Apr 14, 2019 | 2:31 PM

TORONTO — When Nick Nurse sat down at his post-practice media availability on Friday, a reporter remarked “Nice hat.”

The Raptors coach was wearing a Toronto Maple Leafs cap, a gift he said was from his Leafs counterpart Mike Babcock.

“Mike left me a little bit of Leafs swag in my office the other night and wished me luck in the playoffs so I thought I would rep them today,” Nurse said.

The two will be cheering one another as a super Saturday hits Toronto sports. The Raptors tip off the playoffs when they host the Orlando Magic. Then the Leafs hit the ice in Boston to play Game 2 of their series on a day that also features Blue Jays and Toronto FC games —  the baseball team is home to 2018 Cy Young winner Blake Snell and the Tampa Bay Rays, while the soccer squad is in Seattle for a rematch of the 2016 and ’17 MLS Cups.

Nurse said he watched the Leafs’ 4-1 victory in Game 1 on Thursday.

“I thought they were great last night,” the coach said.

Babcock was asked in Boston if he had a message for the Raptors. 

“Good luck,” the coach said. “Good luck, play hard, have fun.”

Saturday marks the first time the four Toronto teams have all played on the same day since April 25 of 2018.

That night, the Leafs lost Game 7 of a first-round series in Boston, the Raptors won Game 5 of a first-round series against the visiting Washington Wizards, TFC lost in penalties on the road in the CONCACAF Champions League final against Chivas Guadalajara, and the Blue Jays lost to the Boston Red Sox at the Rogers Centre.

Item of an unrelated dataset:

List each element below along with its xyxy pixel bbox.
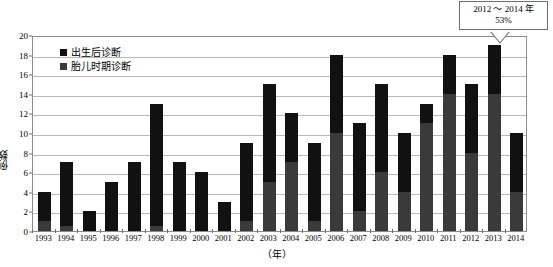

“When one or two teams in the city are picking up the slack and (having) success, I think it gives the rest of the major organizations in the city something. It adds to the experience for all of them,” Blue Jays reliever Joe Biagini said Friday before his team’s game against Tampa Bay.

“A guy in the elevator told me we were all playing on the same day. Wow, what a day. That’s like the quadfecta of Toronto sports.”

Playoff expectations are high for both the Raptors and the Leafs, but perhaps more so for the city’s NBA team in light of the NHL’s more difficult playoff system.

With a championship appearance in mind, the Raptors rebuilt in the off-season after they were ousted for the third straight season at the hands of LeBron James and the Cleveland Cavaliers. Coach Dwane Casey was fired, and DeMar DeRozan was jettisoned for Kawhi Leonard and Danny Green, both NBA champions with the San Antonio Spurs.

Toronto Mayor John Tory declared Saturday as “Toronto Raptors Day” and Monday, when the Leafs play Game 3 at home, as “Blue and White Day.”

“It’s not new,” Tory said of the city’s two playoff teams. “They’ve been making the playoffs now for several years. But the bottom line is this is a year I know people are particularly excited. Why? Because we have a team in the case of the Raptors that has more playoff experience on its roster than ever before and we have a team in the case of the Leafs that is so young and so fast and we saw what a great start they got off to (Thursday) night.”

Tory also mentioned golfer Corey Conners as “somebody we can adopt as a near Torontonian.”

Conners, a native of Listowel, Ont., was just four shots off the pace after the opening round of the Masters in Augusta, Ga.

Thousands of fans pack Maple Leafs Square outside Scotiabank Arena to watch both the Raptors and Leafs play on the enormous screen that stretches across one wall of the building, a tradition that started in 2014 when the Raptors ended a five-year playoff drought with a series against the Brooklyn Nets in the opening round. The Raptors lost that entertaining series 4-3.

— with files from Joshua Clipperton and Melissa Couto.